Artists tend to build the concerts in acts, and whether it's very theatrical, like Madonna, or rock and roll, like Mötley Crüe, musicans are aware of pacing. They're not going to stack five ballads in a row and then be doing hard rock until the end. I admired the way Mötley Crüe had built their set. It was very organic, with peaks and valleys as we went, and I wanted to stick to exactly that.
I guess I'm really asking about how you plot out the moments you really need to catch given the setlist. Do you say, "OK, we need to make sure we're here when Vince hits this emotional note during 'Home Sweet Home', and how difficult is it to plan that effectively?
In terms of camera scripting, we had a good plan of what we were going to do for each song. Whether you're talking about the editorial pacing or the actual cinematography of it, the songs have choruses and verses, and some songs you film in a more intimate way. Every song is its own character in that sense.
How did you know what the band would be doing? You didn't have time to rehearse them for the shoot, did you?
No, I didn't have the luxury of camera blocking time. I saw the show in Minneapolis and shot a few stills, and then I saw it on the 28th at Staples Center. It wasn't as much as I would have liked to see, but I felt like I knew the show, and the band's movements, well enough to piece it together and be in the right places.
Did you have any other music films in mind as a template?

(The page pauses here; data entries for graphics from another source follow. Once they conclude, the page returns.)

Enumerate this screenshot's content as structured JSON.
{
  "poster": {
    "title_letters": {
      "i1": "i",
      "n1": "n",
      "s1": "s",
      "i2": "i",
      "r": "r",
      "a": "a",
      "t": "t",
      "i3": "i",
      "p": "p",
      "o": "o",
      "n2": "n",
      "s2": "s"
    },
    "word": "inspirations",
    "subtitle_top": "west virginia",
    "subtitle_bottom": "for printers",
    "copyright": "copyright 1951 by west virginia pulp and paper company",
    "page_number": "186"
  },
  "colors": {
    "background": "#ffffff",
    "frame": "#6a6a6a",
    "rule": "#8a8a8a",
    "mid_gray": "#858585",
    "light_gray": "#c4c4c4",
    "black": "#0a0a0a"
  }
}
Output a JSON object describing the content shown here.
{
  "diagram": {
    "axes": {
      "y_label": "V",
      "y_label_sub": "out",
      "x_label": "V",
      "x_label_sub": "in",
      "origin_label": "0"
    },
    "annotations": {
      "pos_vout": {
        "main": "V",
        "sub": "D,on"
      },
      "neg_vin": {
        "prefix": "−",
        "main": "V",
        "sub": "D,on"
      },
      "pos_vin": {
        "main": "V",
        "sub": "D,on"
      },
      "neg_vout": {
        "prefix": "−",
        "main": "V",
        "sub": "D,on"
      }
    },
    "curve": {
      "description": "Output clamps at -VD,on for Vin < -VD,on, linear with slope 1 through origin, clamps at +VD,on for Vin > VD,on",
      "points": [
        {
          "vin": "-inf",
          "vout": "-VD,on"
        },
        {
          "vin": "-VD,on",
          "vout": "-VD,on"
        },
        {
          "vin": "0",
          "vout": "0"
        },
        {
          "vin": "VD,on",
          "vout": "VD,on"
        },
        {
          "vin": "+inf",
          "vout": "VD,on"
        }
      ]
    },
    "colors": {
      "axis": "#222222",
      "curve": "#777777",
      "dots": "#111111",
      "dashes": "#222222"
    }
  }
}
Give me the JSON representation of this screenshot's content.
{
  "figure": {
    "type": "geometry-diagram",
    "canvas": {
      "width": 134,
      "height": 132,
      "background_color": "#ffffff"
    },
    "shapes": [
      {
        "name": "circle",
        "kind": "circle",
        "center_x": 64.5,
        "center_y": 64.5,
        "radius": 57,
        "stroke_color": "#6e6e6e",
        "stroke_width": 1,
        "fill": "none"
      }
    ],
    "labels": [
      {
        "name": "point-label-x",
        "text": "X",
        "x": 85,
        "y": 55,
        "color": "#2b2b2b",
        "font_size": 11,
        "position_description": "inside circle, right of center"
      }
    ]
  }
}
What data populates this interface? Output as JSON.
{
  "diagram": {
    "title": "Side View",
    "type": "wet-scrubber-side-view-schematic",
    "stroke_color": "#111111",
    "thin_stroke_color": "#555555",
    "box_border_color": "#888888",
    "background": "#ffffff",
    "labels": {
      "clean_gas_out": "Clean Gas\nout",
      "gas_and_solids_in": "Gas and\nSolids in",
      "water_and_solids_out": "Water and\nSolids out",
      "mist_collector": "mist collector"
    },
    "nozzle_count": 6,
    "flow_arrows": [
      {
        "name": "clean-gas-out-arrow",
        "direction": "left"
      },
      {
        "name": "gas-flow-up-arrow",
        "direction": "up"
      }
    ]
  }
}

Nothing specific. I think you take something from everything you see. It becomes a combination of all of the creative ideas you have flowing. Of course there are films that have inspired me in the past — The Last Waltz, Pink Floyd Live at Pompeii, Sam Bayer's Green Day film Bullet in a Bible. Different aspects of all these different films play into it, but there's no specific plan.
I have to ask you about that moment when Tommy's drum kit stalls out on the Crüecifly roller coaster. It's kind of a Spinal Tap moment.

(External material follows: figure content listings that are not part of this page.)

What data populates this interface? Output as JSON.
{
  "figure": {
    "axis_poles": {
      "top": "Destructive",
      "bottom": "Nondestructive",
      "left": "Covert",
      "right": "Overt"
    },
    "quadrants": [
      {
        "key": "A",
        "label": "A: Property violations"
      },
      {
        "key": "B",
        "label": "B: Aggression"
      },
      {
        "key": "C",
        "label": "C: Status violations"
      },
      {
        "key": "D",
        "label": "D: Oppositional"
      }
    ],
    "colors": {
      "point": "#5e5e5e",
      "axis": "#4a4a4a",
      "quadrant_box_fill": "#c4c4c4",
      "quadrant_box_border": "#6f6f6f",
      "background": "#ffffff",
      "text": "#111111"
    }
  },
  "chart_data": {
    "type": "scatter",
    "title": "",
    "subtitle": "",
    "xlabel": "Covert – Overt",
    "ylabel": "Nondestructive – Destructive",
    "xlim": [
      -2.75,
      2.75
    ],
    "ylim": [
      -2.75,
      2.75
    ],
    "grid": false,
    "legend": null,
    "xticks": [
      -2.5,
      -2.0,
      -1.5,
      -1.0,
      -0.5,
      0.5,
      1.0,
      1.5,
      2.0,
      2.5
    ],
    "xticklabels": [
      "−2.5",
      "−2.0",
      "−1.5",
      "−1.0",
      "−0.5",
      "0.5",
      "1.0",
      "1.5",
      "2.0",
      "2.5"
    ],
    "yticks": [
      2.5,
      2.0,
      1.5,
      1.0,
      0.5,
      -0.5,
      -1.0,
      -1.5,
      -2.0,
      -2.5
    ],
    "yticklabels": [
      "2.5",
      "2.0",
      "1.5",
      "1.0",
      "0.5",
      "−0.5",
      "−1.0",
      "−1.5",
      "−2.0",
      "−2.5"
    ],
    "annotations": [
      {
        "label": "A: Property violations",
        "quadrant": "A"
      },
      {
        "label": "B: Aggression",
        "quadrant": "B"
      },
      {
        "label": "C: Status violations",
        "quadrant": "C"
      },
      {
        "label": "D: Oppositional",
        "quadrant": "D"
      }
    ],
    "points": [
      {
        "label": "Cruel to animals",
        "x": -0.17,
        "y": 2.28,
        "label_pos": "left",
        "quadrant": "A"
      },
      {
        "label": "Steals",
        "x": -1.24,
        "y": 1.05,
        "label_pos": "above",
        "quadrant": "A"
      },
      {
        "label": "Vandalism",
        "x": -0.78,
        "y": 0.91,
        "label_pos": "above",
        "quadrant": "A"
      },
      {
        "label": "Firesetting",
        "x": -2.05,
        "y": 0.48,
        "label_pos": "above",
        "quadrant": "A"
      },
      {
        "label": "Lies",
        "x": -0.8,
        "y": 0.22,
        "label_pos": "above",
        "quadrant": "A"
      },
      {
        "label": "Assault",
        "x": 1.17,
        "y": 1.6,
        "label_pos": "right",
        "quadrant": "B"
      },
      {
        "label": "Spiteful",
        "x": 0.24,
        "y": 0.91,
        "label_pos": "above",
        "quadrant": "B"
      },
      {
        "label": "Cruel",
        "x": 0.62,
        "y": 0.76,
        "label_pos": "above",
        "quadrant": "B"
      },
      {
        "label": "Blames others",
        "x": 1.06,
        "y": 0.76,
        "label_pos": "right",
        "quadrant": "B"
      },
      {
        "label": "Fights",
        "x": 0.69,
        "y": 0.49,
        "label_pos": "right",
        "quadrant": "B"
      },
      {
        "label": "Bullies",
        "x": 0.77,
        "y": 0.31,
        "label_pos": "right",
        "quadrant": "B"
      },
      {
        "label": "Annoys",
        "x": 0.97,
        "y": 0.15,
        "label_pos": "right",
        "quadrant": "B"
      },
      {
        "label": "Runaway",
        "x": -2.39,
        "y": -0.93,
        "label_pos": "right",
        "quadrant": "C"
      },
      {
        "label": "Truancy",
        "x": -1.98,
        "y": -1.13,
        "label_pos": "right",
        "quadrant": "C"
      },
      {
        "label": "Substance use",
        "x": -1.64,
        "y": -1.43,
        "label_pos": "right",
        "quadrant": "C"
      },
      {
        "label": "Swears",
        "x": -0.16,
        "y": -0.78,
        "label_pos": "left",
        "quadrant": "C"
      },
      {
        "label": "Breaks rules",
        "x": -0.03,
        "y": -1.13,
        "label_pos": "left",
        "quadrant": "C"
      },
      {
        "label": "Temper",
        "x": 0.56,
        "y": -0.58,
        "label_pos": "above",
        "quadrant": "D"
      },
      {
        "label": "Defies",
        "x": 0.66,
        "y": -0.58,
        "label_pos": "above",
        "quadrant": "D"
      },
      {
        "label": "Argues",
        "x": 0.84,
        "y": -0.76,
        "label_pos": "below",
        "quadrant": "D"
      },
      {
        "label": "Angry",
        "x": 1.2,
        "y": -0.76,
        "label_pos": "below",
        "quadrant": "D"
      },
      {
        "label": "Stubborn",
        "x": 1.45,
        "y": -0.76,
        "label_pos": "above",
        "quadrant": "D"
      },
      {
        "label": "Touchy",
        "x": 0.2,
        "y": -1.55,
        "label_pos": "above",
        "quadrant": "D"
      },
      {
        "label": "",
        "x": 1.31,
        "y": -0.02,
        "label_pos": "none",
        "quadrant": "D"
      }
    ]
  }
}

It was real! The reason This Is Spinal Tap resonates is because Rob Reiner toured. He wrote that script out of things that really happened on tours. That's the great thing about rock and roll. These things happen and there is, eventually, an element of levity. In the moment, it was a crisis, and there was a knee-jerk reaction afterward where everyone from top to bottom — especially Tommy — said "Thank god we filmed on the 30th!" In my mind, I was never headed in that direction. I saw it trending on Twitter that night, and then the story took off. So I pitched my idea to management. I said, "I think we need to be truthful about this. The cat's well out of the bag. One YouTube video had 350,000 hits. We would look like liars if we showed this thing working flawlessly." So we had a conference call with Tommy and I pitched it to him. I said, "We'll look like assholes if we try to make this thing what it wasn't. We're not going to leave you upside down for eight minutes, but we need to allude to what happened." He said, "Show me your idea in an edit," so I made it like a 60-second moment. It was part of the storytelling, and it became part of the fabric of the show.

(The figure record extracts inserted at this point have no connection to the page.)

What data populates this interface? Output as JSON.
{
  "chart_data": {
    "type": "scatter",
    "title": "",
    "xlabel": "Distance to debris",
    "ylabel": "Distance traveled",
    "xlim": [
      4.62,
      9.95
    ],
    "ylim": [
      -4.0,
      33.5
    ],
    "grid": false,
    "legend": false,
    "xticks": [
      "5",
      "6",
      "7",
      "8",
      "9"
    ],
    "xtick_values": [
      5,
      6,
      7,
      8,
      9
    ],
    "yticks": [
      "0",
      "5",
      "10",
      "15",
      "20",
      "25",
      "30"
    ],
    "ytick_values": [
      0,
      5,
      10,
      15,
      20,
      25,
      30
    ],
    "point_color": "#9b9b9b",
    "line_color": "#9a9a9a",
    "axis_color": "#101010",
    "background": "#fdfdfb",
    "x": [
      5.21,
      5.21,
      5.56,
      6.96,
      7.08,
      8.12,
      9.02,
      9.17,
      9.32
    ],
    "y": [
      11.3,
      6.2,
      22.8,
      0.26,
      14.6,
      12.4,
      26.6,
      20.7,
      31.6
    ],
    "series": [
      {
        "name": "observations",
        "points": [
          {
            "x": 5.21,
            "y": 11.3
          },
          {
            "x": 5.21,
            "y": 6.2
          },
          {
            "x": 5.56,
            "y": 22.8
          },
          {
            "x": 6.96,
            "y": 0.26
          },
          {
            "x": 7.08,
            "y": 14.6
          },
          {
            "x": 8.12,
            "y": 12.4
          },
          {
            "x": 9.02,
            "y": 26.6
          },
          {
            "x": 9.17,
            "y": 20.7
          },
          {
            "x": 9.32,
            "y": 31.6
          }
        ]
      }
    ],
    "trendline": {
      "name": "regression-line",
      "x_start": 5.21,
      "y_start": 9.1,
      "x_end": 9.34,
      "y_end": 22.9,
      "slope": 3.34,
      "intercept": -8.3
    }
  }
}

What was your final delivery? Did you finish it in 4K?
Our deliverables included native 23.976 and 24 and 29.97 conversions in 4K and 2K. We were shooting for 4K, knowing there was the potential for a big-screen release with Eagle Rock, so we had to set the bar pretty high. If you have the ability, it's obviously best to film in 4K.
Does it ever bog you down to be working at 4K when you're trying to just get a project finished on deadline?
It can. It becomes a bigger pipeline when you need to do something of that nature. But the creative came first, and we just had to make it work technically along with all the other aspects. We were dealing with a tremendous amount of footage. It might have been easier to do that in a 1080 world — but we decided to go to a higher level.